The point is that a NaN is a float, so everything is of the same type:

julia> NaN isa Float64
true

julia> NaN32 isa Float32
true

Ok, that is cool. But the hardware must still check for the presence of the NaN via some sort of conditional. In the meantime, I have confirmed that LineSegments works as I surmised.

I am now grappling with translate, rotate, cameras. There are not many recent examples. I come from the world of OpenGL and it has been a while.

The hardware is very fast at doing this though.

Have you seen http://juliaplots.org/MakieReferenceImages/gallery/index.html?

I have seen the gallery but was only moderately impressed because I did not see demos that showed
the high number of edges that could be drawn interactively, which is what I am interested in. I worked in Visualization
for many years in my youth. :slight_smile: Also, the animated sequences appeared to have been created using record, so regardless
of how long each frame takes to render, the sequence will animate in real time. But the Gallery does demonstrate the
versatility of Makie. Have you seen the galleries of Matplotlib and D3? They are also very versatile, but not nearly as interactive.

Cheers,

Gordon

Based on my experience, you shouldn’t have any problem with ~10^6 edges. I wouldn’t want to try that in matplotlib or D3…
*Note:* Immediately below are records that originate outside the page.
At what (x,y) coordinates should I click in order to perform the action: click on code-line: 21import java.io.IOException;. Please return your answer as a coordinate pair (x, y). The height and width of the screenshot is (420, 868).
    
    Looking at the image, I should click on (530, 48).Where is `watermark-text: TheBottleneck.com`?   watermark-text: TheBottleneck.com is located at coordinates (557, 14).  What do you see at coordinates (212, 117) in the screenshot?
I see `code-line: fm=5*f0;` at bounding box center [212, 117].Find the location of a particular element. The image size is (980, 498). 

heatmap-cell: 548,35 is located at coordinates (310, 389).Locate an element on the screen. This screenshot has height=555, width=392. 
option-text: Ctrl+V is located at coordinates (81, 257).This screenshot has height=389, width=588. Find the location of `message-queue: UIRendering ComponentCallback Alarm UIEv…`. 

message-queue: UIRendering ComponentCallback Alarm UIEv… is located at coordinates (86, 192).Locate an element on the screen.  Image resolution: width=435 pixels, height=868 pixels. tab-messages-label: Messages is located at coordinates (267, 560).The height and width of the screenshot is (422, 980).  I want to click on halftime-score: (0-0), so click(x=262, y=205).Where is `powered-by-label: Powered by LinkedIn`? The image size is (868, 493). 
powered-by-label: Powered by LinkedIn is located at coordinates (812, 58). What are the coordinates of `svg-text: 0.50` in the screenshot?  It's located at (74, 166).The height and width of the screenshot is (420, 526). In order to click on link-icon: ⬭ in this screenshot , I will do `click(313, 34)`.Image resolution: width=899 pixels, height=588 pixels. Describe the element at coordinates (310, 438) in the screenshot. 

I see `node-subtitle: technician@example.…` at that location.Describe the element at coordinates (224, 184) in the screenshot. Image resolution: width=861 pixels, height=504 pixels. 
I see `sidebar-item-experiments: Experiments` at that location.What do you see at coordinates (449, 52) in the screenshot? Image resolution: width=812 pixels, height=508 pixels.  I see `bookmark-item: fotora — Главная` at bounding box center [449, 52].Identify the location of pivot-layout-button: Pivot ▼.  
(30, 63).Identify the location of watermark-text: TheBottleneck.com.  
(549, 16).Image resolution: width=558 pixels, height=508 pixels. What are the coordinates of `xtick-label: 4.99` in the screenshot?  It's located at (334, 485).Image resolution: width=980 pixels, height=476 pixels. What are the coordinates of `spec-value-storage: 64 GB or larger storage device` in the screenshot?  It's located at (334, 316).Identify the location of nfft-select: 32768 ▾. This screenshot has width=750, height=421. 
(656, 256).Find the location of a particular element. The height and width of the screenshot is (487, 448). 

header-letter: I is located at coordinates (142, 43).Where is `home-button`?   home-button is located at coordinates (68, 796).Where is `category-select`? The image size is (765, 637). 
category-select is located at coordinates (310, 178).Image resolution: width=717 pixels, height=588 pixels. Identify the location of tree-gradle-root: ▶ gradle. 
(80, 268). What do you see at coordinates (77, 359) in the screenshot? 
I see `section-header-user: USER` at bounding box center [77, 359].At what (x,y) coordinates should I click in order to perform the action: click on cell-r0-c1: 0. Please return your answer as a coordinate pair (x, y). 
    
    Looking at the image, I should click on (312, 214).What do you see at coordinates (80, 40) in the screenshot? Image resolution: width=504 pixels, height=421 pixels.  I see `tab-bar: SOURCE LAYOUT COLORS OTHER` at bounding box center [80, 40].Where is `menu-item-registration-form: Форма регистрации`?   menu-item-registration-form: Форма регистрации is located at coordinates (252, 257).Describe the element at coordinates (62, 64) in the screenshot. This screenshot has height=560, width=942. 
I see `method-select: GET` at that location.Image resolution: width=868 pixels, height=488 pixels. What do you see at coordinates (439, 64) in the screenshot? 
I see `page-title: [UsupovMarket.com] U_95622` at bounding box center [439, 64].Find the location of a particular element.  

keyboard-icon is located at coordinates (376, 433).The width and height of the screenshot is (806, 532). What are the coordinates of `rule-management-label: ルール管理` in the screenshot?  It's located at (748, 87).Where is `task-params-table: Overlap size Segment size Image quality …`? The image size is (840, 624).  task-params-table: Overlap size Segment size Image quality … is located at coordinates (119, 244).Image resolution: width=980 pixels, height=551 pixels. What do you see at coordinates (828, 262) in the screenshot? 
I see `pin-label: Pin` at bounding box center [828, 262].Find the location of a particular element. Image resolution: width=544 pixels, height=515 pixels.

By the way, in case it wasn’t clear, I was suggesting to look at the gallery for examples of camera positioning and rotations. But I agree that more examples are required.

If you think about it, there needs to be some way to indicate where a line starts and ends and the logic for checking that needs to include some type of conditional. Encoding it as a NaN is probably one of the more efficient approaches since it is inline with the data and all data is stored contigously.